And Panadol is not an acceptable substitute for Panadeine.
An Assembly committee has been told that public hospitals around Australia have vastly different interpretations of the definitions used to help collect hospital data.
The ACT government believed that this could disadvantaging the territory when the data was used to compare the timeliness of care in different jurisdictions.
ACT Health director-general Peggy Brown said emergency department waiting times were recorded by ''stopping the clock'' when treatment commenced. But some hospitals within the same state might have different ideas about when to stop the clock.
''One of the requirements about when you stop the clock is when definitive treatment commences,'' Dr Brown said in evidence to the Assembly Public Accounts Committee last week.
''What constitutes definitive treatment? Is it treatment by a doctor, is it any interventions by a nurse?
''My understanding is that for example that the administration of Panadol which is used to reduce temperature and for pain relief does not constitute definitive treatment. The administration of panadeine in some hospitals is interpreted as representing the treatment of definitive treatment.'''
Dr Brown said the lack of absolute rules meant that hospitals interpreted rules differently without malicious or fraudulent intent.
Chief Minister and Health Minister Katy Gallagher said that Australia's health ministers had repeatedly failed to agree on standard definitions around emergency department and elective surgery waiting time definitions.
''I don't believe there will be a national agreement reached because it's not in any other health system's interest, particularly those whose data is looking very good - it's not in their interest to change the way that they are reporting their data,'' Ms Gallagher said.

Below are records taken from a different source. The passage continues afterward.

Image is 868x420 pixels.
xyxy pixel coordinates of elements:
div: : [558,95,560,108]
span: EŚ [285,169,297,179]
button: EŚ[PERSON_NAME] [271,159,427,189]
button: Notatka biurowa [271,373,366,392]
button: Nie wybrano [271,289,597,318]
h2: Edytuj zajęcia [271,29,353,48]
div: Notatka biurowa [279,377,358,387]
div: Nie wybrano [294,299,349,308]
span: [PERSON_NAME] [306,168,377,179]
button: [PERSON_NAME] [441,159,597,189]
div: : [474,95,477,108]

''So without getting everyone to agree what is like with like … no one can say each hospital's being measured the same way. For a small jurisdiction with two hospitals under enormous pressure that will always put the ACT on the backfoot.''
The Public Accounts hearing was called to discuss an auditor-general's report into the doctoring of Canberra Hospital emergency department statistics between 2009 and earlier this year.

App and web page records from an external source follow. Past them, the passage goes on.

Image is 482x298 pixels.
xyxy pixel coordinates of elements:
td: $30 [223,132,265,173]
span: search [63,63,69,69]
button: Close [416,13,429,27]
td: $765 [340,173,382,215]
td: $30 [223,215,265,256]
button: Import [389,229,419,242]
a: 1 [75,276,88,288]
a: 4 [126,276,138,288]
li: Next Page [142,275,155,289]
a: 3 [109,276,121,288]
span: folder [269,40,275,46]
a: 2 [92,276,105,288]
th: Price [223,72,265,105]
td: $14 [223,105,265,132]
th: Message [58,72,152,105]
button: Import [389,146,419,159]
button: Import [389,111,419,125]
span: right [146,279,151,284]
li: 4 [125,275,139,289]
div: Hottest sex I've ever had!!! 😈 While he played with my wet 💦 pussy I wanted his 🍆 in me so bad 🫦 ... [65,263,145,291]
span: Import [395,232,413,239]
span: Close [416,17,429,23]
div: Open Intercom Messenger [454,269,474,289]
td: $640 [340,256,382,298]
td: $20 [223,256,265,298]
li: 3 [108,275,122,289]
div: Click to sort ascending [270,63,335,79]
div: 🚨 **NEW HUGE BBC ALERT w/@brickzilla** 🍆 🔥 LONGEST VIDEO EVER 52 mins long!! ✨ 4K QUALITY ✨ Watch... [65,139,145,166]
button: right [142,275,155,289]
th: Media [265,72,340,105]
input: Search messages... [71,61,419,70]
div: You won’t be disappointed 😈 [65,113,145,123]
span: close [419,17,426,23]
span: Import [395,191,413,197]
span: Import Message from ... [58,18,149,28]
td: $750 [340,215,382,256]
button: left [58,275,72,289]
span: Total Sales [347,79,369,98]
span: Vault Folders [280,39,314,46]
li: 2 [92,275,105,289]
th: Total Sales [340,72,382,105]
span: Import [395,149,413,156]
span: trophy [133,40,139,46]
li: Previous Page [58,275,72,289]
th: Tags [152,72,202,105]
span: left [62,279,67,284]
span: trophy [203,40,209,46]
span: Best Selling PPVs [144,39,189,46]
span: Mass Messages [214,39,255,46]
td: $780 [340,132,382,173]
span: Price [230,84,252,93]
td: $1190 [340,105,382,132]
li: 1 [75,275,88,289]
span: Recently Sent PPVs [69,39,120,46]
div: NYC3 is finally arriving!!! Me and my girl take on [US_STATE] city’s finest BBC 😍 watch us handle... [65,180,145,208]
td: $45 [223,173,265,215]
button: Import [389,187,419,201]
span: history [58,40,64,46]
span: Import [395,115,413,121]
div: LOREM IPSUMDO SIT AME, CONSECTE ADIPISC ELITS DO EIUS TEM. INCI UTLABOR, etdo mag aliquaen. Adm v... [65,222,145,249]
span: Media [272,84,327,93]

Canberra Hospital executive Kate Jackson, who took responsibility for hundreds of the changes, resigned from the Health Directorate last week.
The changes were made using generic log-ons to the hospital's Emergency Department Information Service.
Dr Brown said a decision was yet to be made on whether to allocated staff individual log-ons to EDIS when the staff log-ins when the system was upgraded later this year.
''We will investigate that as part of the upgrade but it's not a simple decision to just say implement individual log-ons. Because we could potentially just impact very, very adversely on clinical care that's delivered,'' she said.